By Bonnie Dwyer
(May 17, 2004)
Once it was the preachers kid who was pitied and notorious because of his fathers attention to the church flock rather than his own child. Within the Adventist world, the preachers kid is no longer alone as entire congregations abandon their own children in order to pursue other ministries, to enable evangelism in the local church.
At the recent Northern California Conference constituency meeting this attitude was crisply articulated by the finance committee chairperson from one of the largest churches in the conference. He stood at the microphone and lamented that one-third of the church budget went to the local K-12 school, thus rendering his congregation unable to pursue ministry.
No one pointed out that sixty-three young people from his church attend the school, or that education is a ministry. If he was looking for sympathy from the other delegates and hoped to encourage them to vote in support of the motion that required churches to join school constituencies, he did not succeed. The motion failed.
Education once was considered one of the most important ministries within Adventism, as is evident in the following description of the philosophy of SDA education in the SDA Encyclopedia:
SDAs hold that it is a right of all children of SDA parents to receive a Christian education, and that, although a major share of the responsibility for providing it rests upon the parents, the local church too bears a responsibility to see that all children of the church are provided as much education in SDA schools as the young person desires or as can benefit him. (417)
Written in the 1960s, the SDA Encyclopedia described an SDA culture much different from today. It was during the 1950s and early 1960s that the church developed landmark programs for children. The first Pathfinder Club was created in 1950. By 1957, Pathfinder Sabbath was placed on the North American church calendar as the fourth Sabbath in September, and every church had a club. The last volume of Arthur Maxwells The Bible Story was published in 1958.
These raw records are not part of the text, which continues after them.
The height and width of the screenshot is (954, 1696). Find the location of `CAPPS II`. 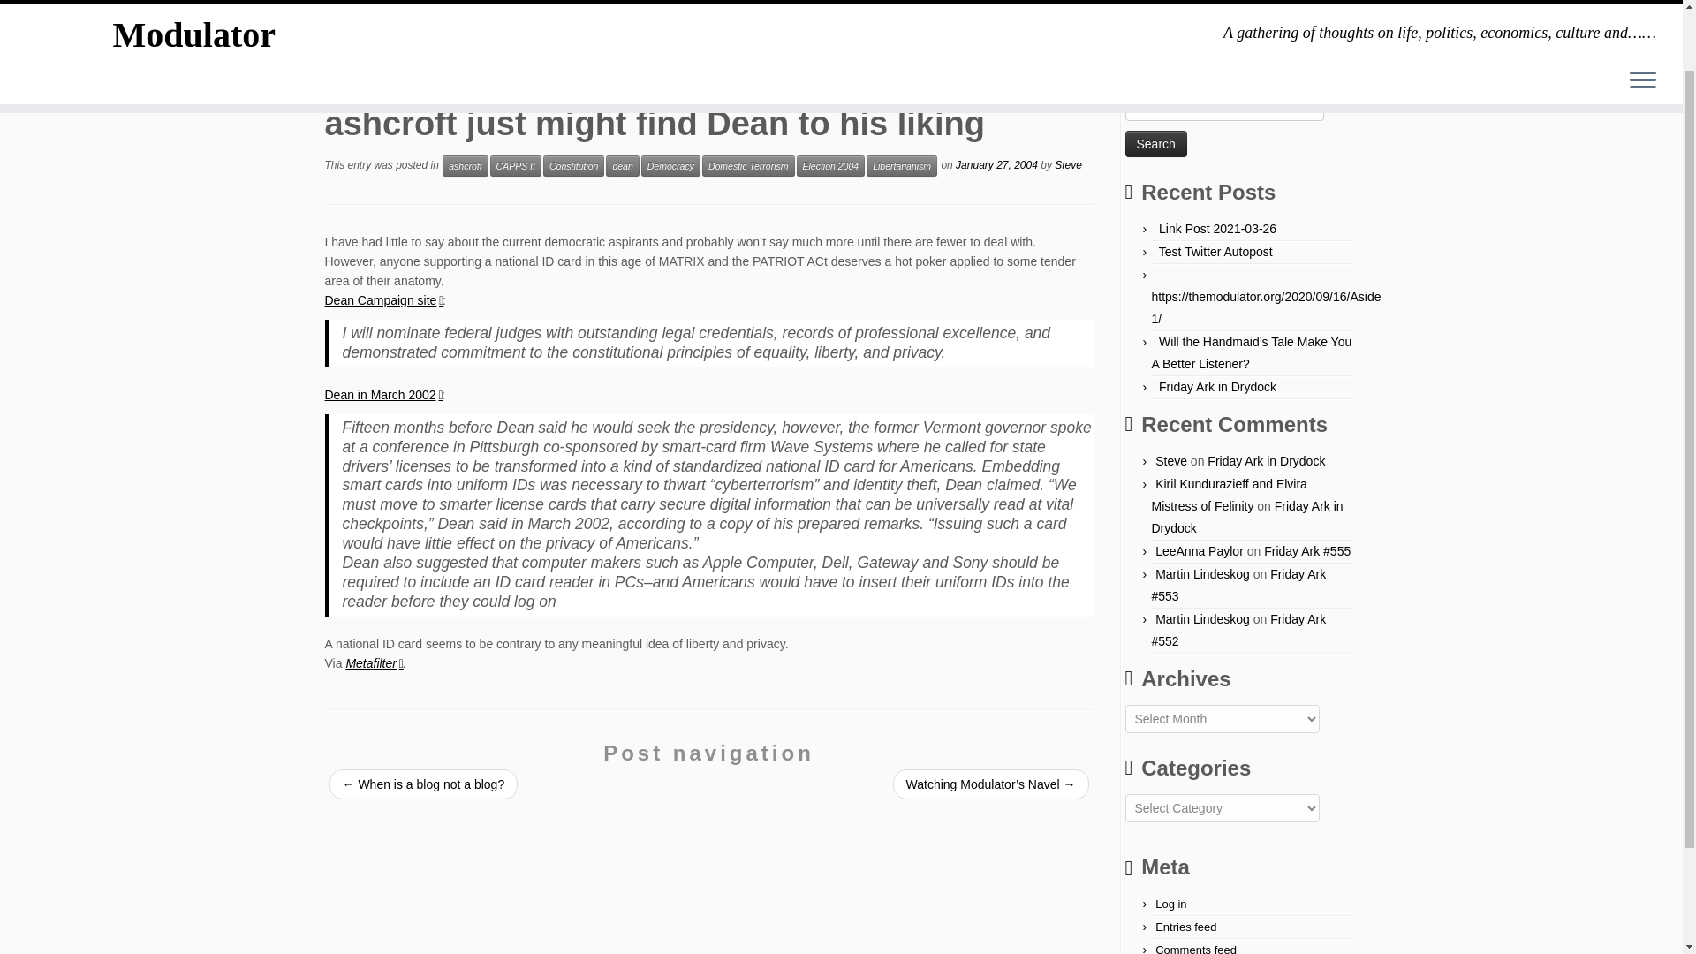

CAPPS II is located at coordinates (515, 166).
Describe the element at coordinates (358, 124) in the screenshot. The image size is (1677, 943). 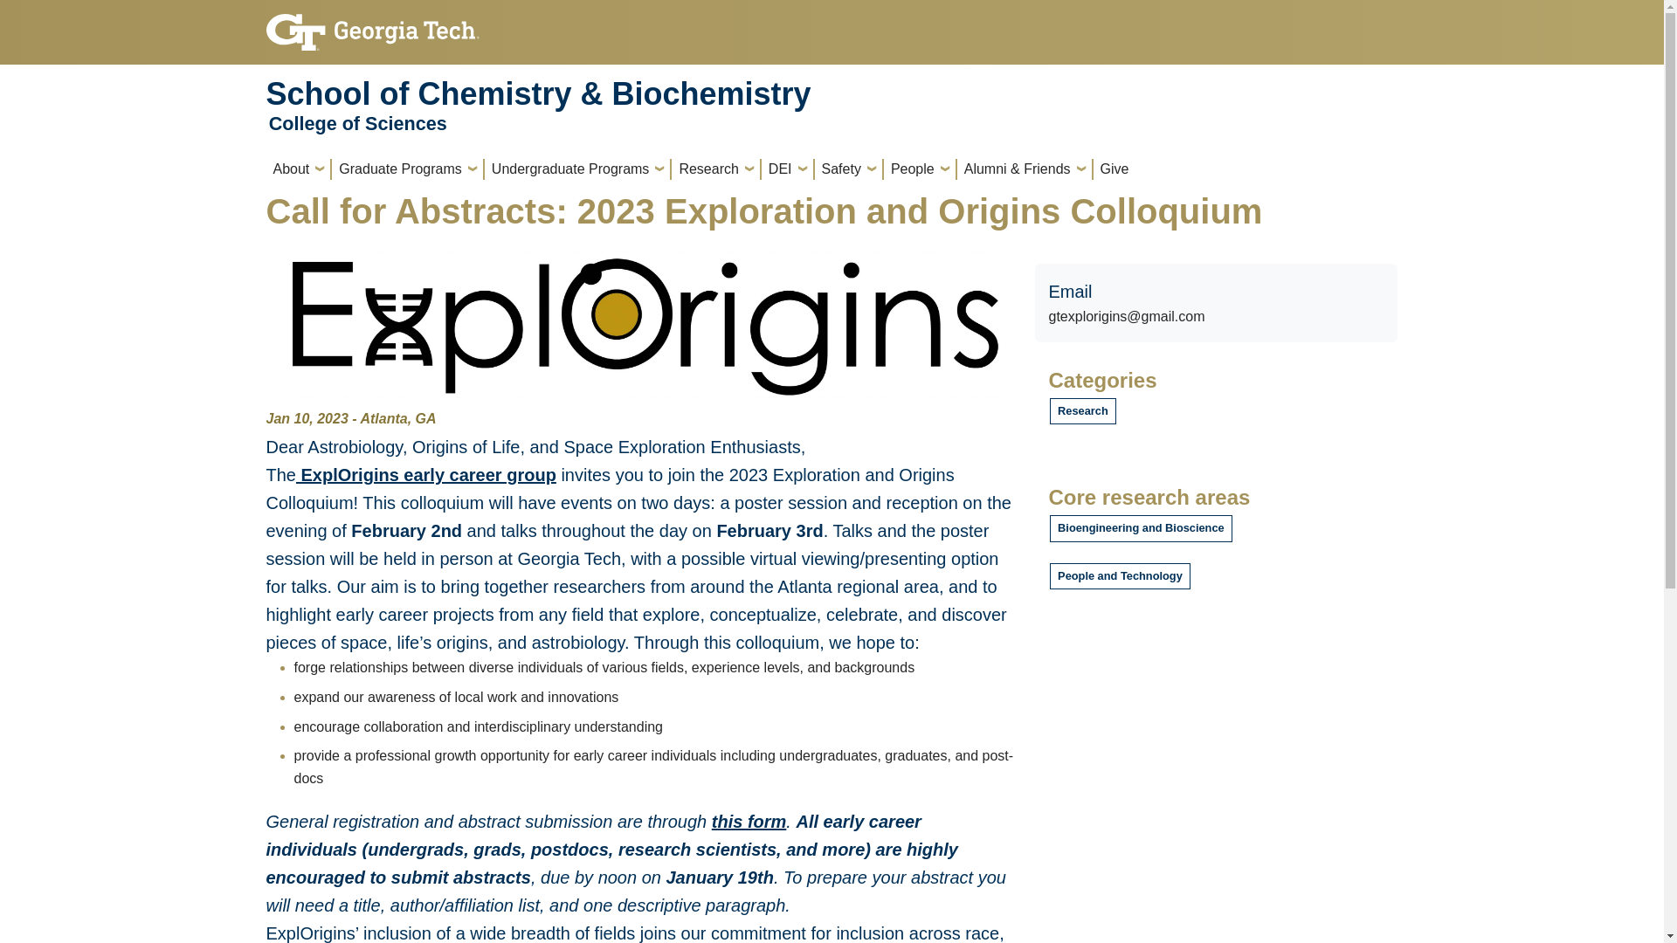
I see `College of Sciences` at that location.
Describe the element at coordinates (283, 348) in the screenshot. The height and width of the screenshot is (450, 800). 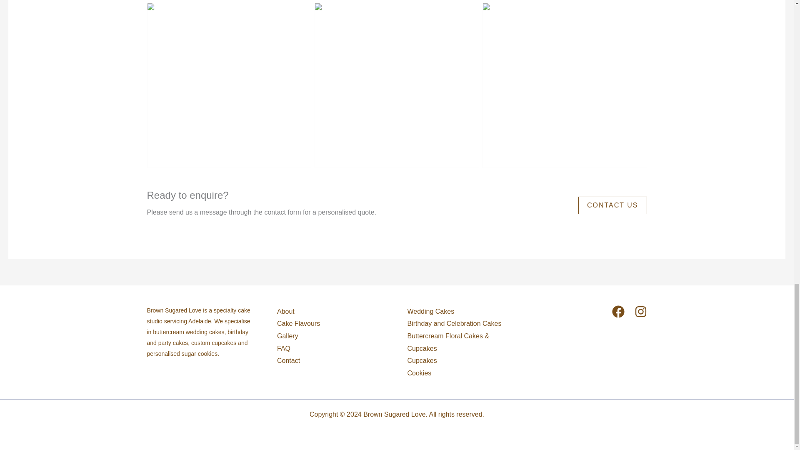
I see `FAQ` at that location.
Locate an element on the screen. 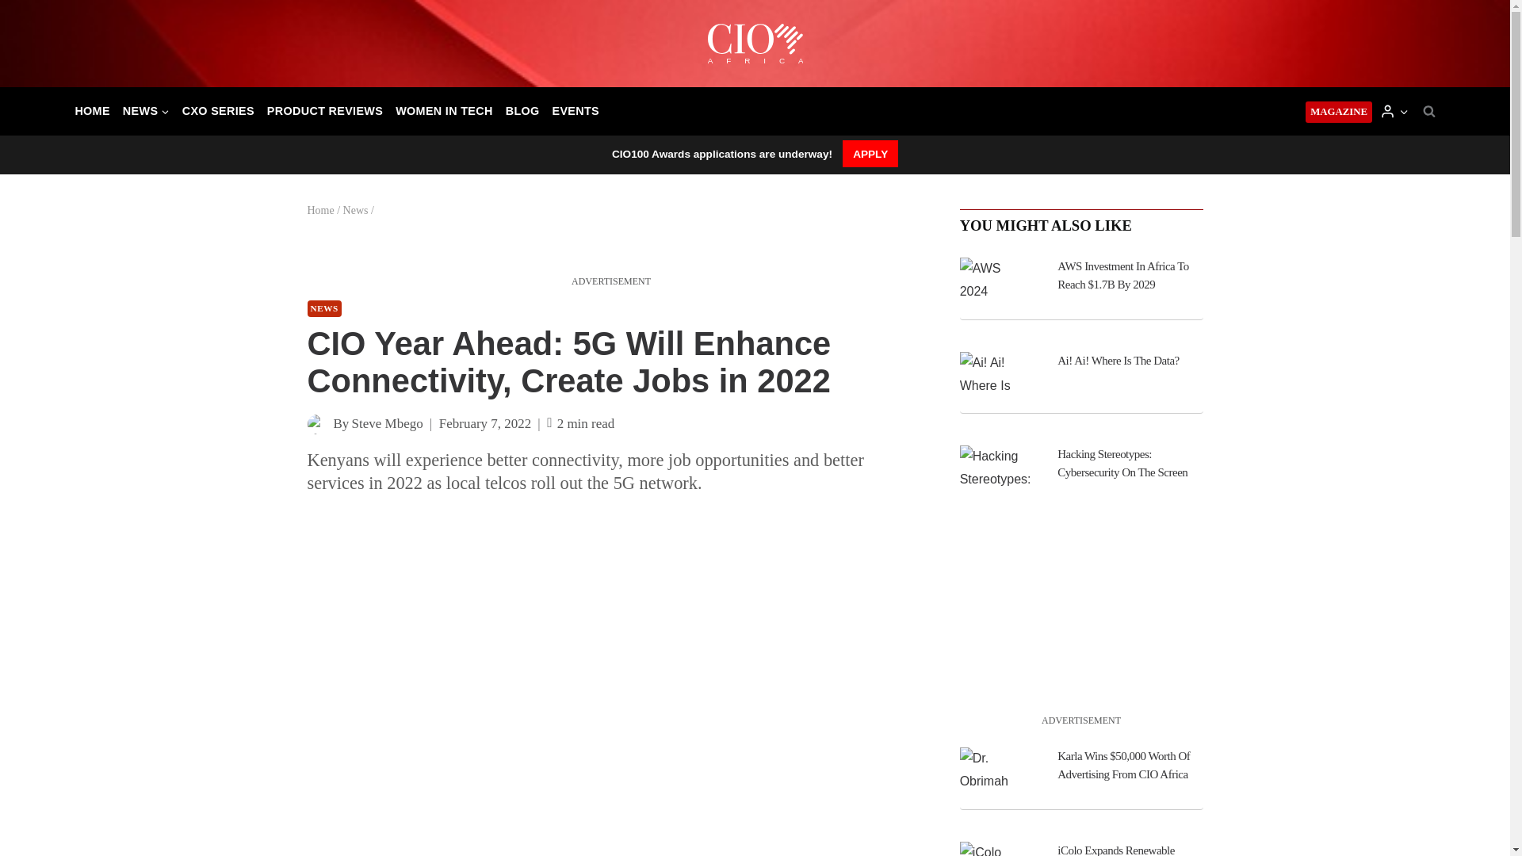 The height and width of the screenshot is (856, 1522). APPLY is located at coordinates (870, 154).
Pathfinders and Adventist books for children are alive today. But are they given the same priority that they were in the past? Year after year, we celebrate evangelism, have a year of evangelism, and sponsor programs galore to inspire and promote evangelism. When will our children get the same kind of attention as nonbelievers do? Are the souls of our children any less worthy of being saved?
Maria Shriver, the first lady of California, was recently asked about her accomplishments during the first 100 days as the governors wife. "I kept my kids sane and normal," was her reply. "No matter what I did, whether I stayed working or was a full-time first lady, that had to be my priority," she explained. "It is one of her beliefs that if you dont get the mom thing right, not much else matters," Sacramento magazine reported.
One of the things that Shriver and her famous husband Arnold Schwarzenegger did for their children was to install a hotline into the governors office just for their kids. "A lot of government leaders have a hotline to the National Guard; Arnold has a hotline just for the kids. Our 10-year-old son uses it numerous times," Shriver told Sacramento. "Arnold said, Shouldnt there be some limits on the hotline? I said, No. There cant be any limits on the hotline. You want your kids to feel that even though Dad has changed jobs, theyre still the focus of your world."
Would that Adventist congregations had that attitude about their children.